Heresies abound. This is the idea that we can choose God at death, as if our choices on earth were antithetical to the one made at our particular judgment. In other words, I have just bumped into some people how think purgatory is a second chance
No, purgatory is not a second chance but the final purgation of sins, tendencies to sin and imperfections whic could have been accomplished on earth.
Purgatory is not like this."Oh, is that what you meant all this time God, now I see it and will gladly go to purgatory."
This undermines the choices we make in life daily. And, it undermines free will as the faculty we use while alive in order to make proper judgements, with the help of grace.
Some people are actually saying that we cannot know truth now. Wow! This is a slap in the face to God and to the thousands of missionaries in the world since Christ's Ascension. It also denies the reality of the canonized saints. those who have gone before us as witnesses and have achieved holiness while on earth.
Some people actually think they cannot make choices now which will determine heaven, hell. or purgatory.
These same people are not turning to the Church for instruction, but to either Protestant works, New Age books and talks, or exercises from false religions.
Here is a reminder from Blessed John Paul II from Veritatis Splendor.
30. In addressing this Encyclical to you, my Brother Bishops, it is my intention to state the principles necessary for discerning what is contrary to "sound doctrine", drawing attention to those elements of the Church's moral teaching which today appear particularly exposed to error, ambiguity or neglect. Yet these are the very elements on which there depends "the answer to the obscure riddles of the human condition which today also, as in the past, profoundly disturb the human heart. What is man? What is the meaning and purpose of our life? What is good and what is sin? What origin and purpose do sufferings have? What is the way to attaining true happiness? What are death, judgment and retribution after death? Lastly, what is that final, unutterable mystery which embraces our lives and from which we take our origin and towards which we tend?".50 These and other questions, such as: what is freedom and what is its relationship to the truth contained in God's law? what is the role of conscience in man's moral development? how do we determine, in accordance with the truth about the good, the specific rights and duties of the human person? — can all be summed up in the fundamental question which the young man in the Gospel put to Jesus: "Teacher, what good must I do to have eternal life?" Because the Church has been sent by Jesus to preach the Gospel and to "make disciples of all nations..., teaching them to observe all" that he has commanded (cf. Mt 28:19-20), she today once more puts forward the Master's reply, a reply that possesses a light and a power capable of answering even the most controversial and complex questions. This light and power also impel the Church constantly to carry out not only her dogmatic but also her moral reflection within an interdisciplinary context, which is especially necessary in facing new issues.51
It is in the same light and power that the Church's Magisterium continues to carry out its task of discernment, accepting and living out the admonition addressed by the Apostle Paul to Timothy: "I charge you in the presence of God and of Christ Jesus who is to judge the living and the dead, and by his appearing and his kingdom: preach the word, be urgent in season and out of season, convince, rebuke, and exhort, be unfailing in patience and in teaching. For the time will come when people will not endure sound teaching, but having itching ears they will accumulate for themselves teachers to suit their own likings, and will turn away from listening to the truth and wander into myths. As for you, always be steady, endure suffering, do the work of an evangelist, fulfil your ministry" (2 Tim 4:1-5; cf. Tit1:10, 13-14).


YOUR ASSIGNMENT
Repeat, exactly as written, the line containing "Find 'human mouth' in the UI." and each line after it through the end of the data.

++++++

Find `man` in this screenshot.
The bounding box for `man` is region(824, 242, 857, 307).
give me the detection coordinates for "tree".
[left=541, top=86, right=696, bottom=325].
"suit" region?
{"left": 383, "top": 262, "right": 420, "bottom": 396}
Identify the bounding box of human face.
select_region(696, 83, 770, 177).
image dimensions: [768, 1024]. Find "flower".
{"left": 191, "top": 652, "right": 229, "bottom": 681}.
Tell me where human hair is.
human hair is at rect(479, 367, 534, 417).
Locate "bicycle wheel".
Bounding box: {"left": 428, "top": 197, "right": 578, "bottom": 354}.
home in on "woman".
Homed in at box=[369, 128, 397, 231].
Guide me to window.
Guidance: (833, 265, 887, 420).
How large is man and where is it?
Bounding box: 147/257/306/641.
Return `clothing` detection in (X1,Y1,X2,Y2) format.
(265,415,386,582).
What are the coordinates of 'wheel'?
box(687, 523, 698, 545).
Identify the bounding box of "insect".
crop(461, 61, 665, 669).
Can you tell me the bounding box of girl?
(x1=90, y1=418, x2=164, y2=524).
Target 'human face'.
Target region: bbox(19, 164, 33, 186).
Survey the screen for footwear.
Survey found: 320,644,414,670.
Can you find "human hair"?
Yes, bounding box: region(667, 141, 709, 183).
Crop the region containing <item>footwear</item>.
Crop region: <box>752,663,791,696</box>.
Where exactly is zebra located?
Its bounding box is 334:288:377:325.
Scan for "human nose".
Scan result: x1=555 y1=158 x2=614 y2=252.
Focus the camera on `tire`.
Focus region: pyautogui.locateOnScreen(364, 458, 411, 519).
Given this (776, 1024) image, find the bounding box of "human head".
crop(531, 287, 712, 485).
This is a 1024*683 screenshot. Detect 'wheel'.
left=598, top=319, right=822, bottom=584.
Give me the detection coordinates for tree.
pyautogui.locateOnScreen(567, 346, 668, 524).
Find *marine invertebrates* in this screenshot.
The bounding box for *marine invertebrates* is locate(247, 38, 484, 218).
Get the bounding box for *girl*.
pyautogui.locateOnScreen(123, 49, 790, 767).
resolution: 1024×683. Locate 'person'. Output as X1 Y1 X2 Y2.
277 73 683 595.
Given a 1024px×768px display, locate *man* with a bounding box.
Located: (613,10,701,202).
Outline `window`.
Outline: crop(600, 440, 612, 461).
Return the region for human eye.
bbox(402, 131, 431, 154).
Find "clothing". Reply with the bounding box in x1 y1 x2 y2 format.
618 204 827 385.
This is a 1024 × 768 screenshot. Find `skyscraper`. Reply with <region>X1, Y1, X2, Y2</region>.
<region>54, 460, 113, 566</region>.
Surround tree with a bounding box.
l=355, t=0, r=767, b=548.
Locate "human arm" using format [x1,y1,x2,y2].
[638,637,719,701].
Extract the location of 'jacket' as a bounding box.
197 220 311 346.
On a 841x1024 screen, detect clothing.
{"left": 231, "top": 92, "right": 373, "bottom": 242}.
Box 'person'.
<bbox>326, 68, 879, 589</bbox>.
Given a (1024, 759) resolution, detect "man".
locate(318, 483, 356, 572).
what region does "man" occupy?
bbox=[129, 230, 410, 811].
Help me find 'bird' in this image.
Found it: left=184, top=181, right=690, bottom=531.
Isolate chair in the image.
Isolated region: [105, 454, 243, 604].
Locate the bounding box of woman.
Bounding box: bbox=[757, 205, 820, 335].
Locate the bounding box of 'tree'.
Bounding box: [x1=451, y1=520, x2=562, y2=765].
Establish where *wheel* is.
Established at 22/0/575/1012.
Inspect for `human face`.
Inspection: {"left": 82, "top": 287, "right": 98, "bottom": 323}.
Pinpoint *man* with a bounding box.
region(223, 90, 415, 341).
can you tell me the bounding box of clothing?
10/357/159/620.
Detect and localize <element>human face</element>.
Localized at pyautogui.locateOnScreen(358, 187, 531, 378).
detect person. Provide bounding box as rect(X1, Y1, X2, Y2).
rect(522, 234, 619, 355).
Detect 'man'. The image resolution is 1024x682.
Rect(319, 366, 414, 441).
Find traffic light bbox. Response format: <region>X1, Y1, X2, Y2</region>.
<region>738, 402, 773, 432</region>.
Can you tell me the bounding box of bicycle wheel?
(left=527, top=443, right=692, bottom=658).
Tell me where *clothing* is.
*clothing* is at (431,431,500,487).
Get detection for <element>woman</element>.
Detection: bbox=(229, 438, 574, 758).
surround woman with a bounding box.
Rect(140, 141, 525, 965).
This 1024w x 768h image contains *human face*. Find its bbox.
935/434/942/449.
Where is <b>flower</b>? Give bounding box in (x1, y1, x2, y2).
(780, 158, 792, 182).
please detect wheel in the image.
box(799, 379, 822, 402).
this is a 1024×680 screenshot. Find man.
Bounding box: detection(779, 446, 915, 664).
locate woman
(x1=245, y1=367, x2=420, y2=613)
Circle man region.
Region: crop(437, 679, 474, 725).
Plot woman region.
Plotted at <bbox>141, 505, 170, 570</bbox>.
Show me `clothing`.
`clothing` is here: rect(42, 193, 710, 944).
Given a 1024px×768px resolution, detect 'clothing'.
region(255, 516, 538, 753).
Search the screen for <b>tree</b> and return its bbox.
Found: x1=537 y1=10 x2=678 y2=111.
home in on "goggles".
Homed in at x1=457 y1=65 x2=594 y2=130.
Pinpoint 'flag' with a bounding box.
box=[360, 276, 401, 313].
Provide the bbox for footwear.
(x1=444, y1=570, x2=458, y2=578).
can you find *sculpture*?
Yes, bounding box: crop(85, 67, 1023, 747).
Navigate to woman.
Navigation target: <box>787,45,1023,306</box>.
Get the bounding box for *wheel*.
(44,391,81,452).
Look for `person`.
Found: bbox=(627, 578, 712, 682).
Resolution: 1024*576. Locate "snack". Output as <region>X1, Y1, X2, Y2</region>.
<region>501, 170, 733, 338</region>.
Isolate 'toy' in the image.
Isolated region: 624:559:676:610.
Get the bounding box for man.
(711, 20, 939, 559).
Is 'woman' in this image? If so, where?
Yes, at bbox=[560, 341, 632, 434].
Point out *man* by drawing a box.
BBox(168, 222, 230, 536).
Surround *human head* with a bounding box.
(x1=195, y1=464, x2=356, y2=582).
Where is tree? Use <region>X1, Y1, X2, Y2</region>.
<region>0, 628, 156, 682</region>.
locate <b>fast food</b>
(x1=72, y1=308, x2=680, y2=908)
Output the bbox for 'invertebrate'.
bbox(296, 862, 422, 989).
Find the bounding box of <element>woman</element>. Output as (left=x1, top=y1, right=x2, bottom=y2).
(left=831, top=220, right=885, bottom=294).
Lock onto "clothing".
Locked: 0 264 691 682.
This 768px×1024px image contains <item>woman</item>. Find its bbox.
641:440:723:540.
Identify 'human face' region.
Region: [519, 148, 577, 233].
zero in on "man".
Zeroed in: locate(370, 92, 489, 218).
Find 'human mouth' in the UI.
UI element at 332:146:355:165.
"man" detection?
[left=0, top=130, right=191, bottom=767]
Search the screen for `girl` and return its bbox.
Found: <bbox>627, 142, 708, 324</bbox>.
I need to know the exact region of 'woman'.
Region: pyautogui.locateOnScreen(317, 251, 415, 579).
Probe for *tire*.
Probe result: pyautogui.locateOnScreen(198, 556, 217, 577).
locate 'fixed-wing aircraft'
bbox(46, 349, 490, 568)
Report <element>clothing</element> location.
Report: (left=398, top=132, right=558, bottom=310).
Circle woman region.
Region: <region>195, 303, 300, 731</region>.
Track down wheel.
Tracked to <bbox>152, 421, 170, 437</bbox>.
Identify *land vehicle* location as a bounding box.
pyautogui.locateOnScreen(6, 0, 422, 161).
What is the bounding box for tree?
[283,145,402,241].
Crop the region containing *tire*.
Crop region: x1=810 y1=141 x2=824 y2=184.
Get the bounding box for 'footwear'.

++++++

SOLUTION
Find 'human mouth' in the UI.
UI element at 332:146:355:165.
"man" detection?
[left=0, top=130, right=191, bottom=767]
Search the screen for `girl` and return its bbox.
Found: <bbox>627, 142, 708, 324</bbox>.
I need to know the exact region of 'woman'.
Region: pyautogui.locateOnScreen(317, 251, 415, 579).
Probe for *tire*.
Probe result: pyautogui.locateOnScreen(198, 556, 217, 577).
locate 'fixed-wing aircraft'
bbox(46, 349, 490, 568)
Report <element>clothing</element> location.
Report: (left=398, top=132, right=558, bottom=310).
Circle woman region.
Region: <region>195, 303, 300, 731</region>.
Track down wheel.
Tracked to <bbox>152, 421, 170, 437</bbox>.
Identify *land vehicle* location as a bounding box.
pyautogui.locateOnScreen(6, 0, 422, 161).
What is the bounding box for tree?
[283,145,402,241].
Crop the region containing *tire*.
Crop region: x1=810 y1=141 x2=824 y2=184.
Get the bounding box for 'footwear'.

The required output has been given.